The ultimate James Bond film needs to be as tight as Goldfinger (1964). Thunderball seems wanting for just one more energetic round of editing to tighten the pace and polish the edges which are left rough.
One gets the impression that the film didn’t so much get finished as the energy to finish it and really polish it just ran out.
As a studious James Bond, film music, and John Barry fan, there’s one more thing that, for me, compromises the film in its reach to be the ultimate, and that’s that the score as John Barry designed it got compromised.
First, the score’s thematic unity got compromised by ditching Mister Kiss Kiss Bang Bang as the film’s song and identity theme, when it was already irrevocably baked into most of the score.
Second, the music in a number of sequences, and most notably the final battle, is hacked up. Whenever an almost perfectly conceived score gets hacked up, the strive for perfection is compromised.
Most of the film’s audience wouldn’t have noticed or cared about the music observations, to be fair, but for the film’s sake, I think it would have been better if they had stuck with Mister Kiss Kiss Bang Bang.
Don’t get me wrong. I think Thunderball is a great song and I love that the two themes makes listening to the Thunderball score on disc richer. Mister Kiss Kiss Bang Bang was the better song though, and if they’d stuck with it as the film’s identity theme, the score could have had the same thematic unity as Goldfinger. That thematic unity worked a treat in Goldfinger, and it would have worked a treat in Thunderball too. It would have served that tightness that I would have loved to have seen in the film.

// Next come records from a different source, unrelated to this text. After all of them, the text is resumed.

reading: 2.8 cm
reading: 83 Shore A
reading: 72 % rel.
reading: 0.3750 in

The problem is not that there are two major new themes in the score. Great scores often have multiple themes and are often better and richer when they do, but in those cases, multiple themes are designed in. That’s not what happened with Thunderball. One half of the film is scored as if Mister Kiss Kiss Bang Bang is the film’s identity theme—the theme the audience is supposed to know and recognise—and the other half as if it’s Thunderball.

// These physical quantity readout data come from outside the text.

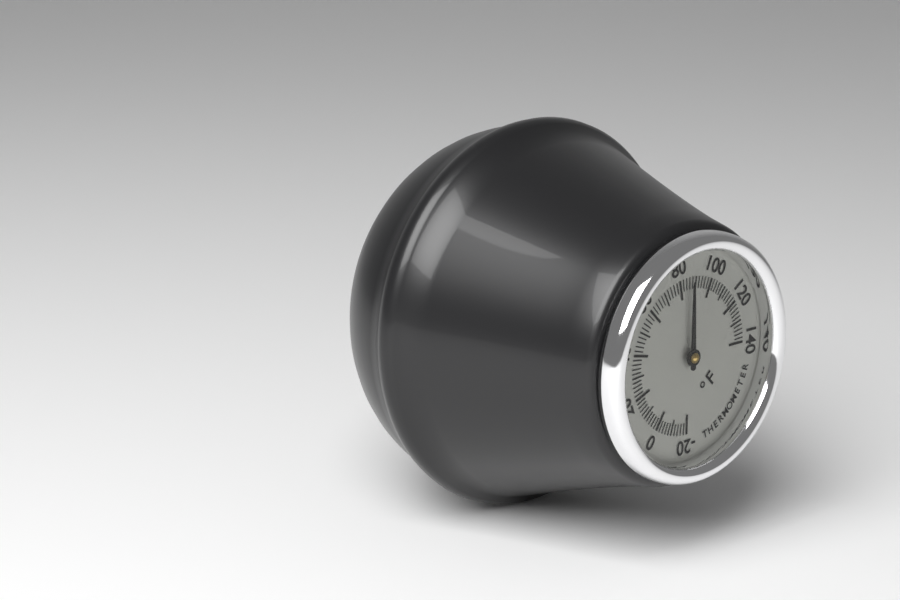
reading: 86 °F
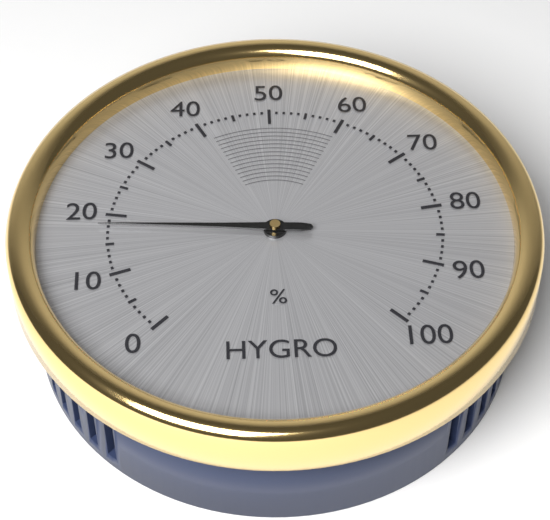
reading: 18 %
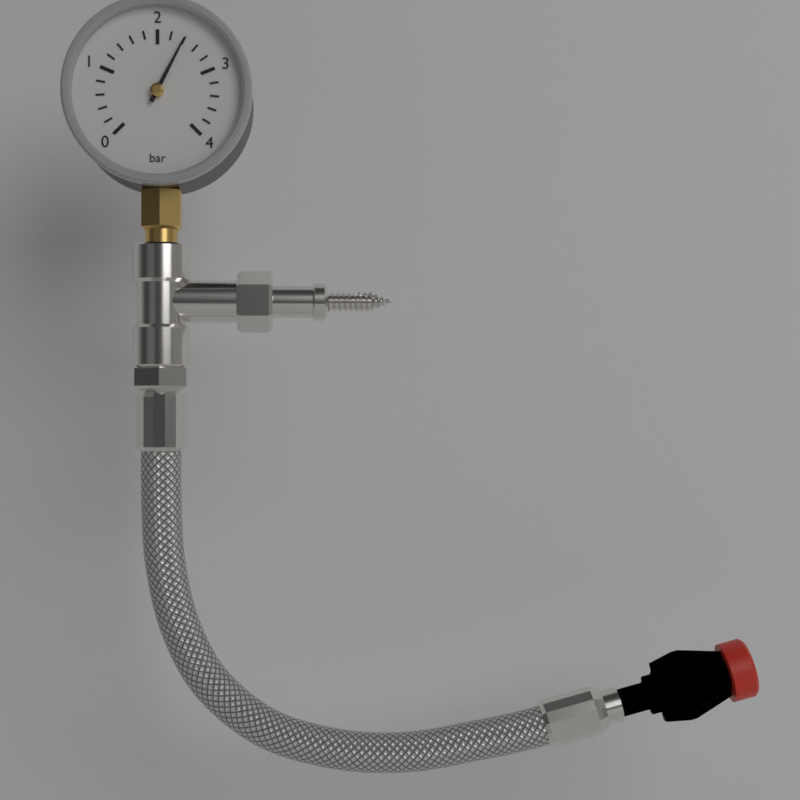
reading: 2.4 bar
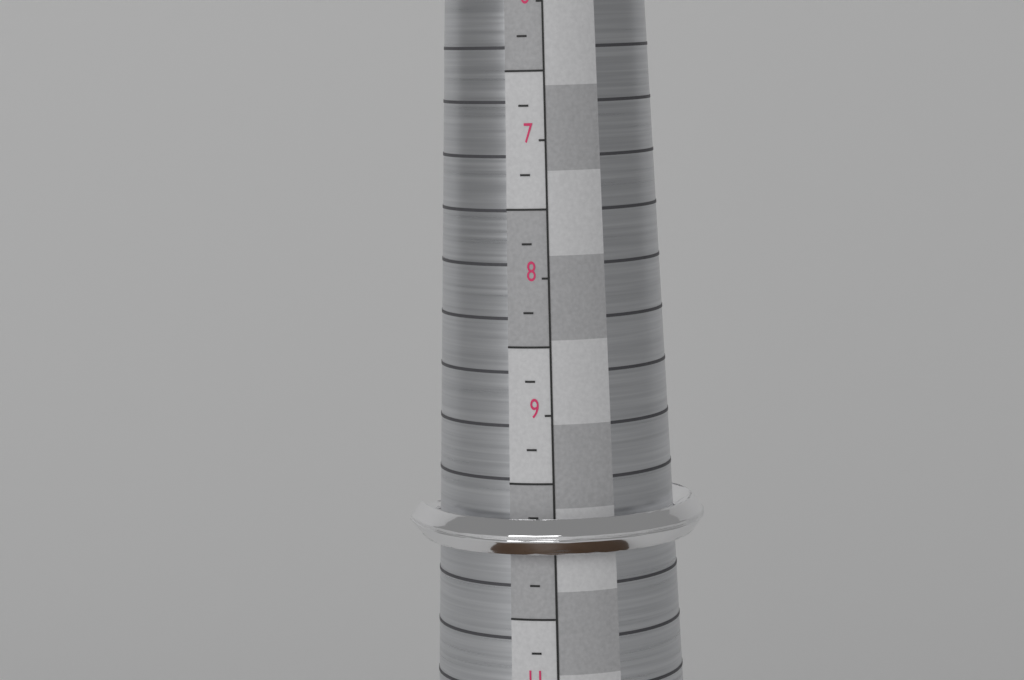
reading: 10.00 (no unit)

Recognition of the film’s identity theme in the score is a factor in how the best James Bond scores work, and, for much of the film, here was this identity theme that nobody knew or recognised. The result was not so much dual identity as lost or confused identity.
That’s the danger of messing around with the score at the eleventh hour.
Like I said though, most of the audience wouldn’t have noticed or cared. It takes a film score nerd like me to know or care.
As it is, Thunderball is tantalisingly near to being the ultimate 007 film, but with just enough sags and flaws that it failed to top what I still consider to be the three best James Bond films: From Russia With Love (1963), Goldfinger, and On Her Majesty’s Secret Service (1969).
Thunderball is still, certainly, one of my favourite 007 films. I love it. It’s still one of the five best in my book, and it’s still the best idea for the ultimate 007 film. As a fan of it, it’s a constant source of frustration for me that with everything in its favour, it just fell short of claiming that prestigious pole position title of ultimate.
I still feel like no single film has been complete enough to claim the title of the ultimate James Bond film: the one that has it all; the obvious one to play to show what people what the fuss was all about.
Thunderball was so nearly it and could have been.
What’s your take on it?
Addendum:
My friend Neil Bulk reminded me that Peter Hunt had a tighter edit of Thunderball, but was asked to elongate the underwater sequences to make more use of the expensively acquired footage. My other friend Mark Ashby reminded me that this is why John Barry’s score is hacked to bits back in the final act. I should have said both things here.
That edit, with the final battle scoring intact and uncompromised, may be the ultimate 007 film I was hoping Thunderball could be, and we’ve never seen it. I wonder if that edit still exists.
Great read! I agree, Thunderball is just shy of perfection. And oh yes, Mr Kiss Kiss Bang Bang is a much better song than the main Thunderball theme we got.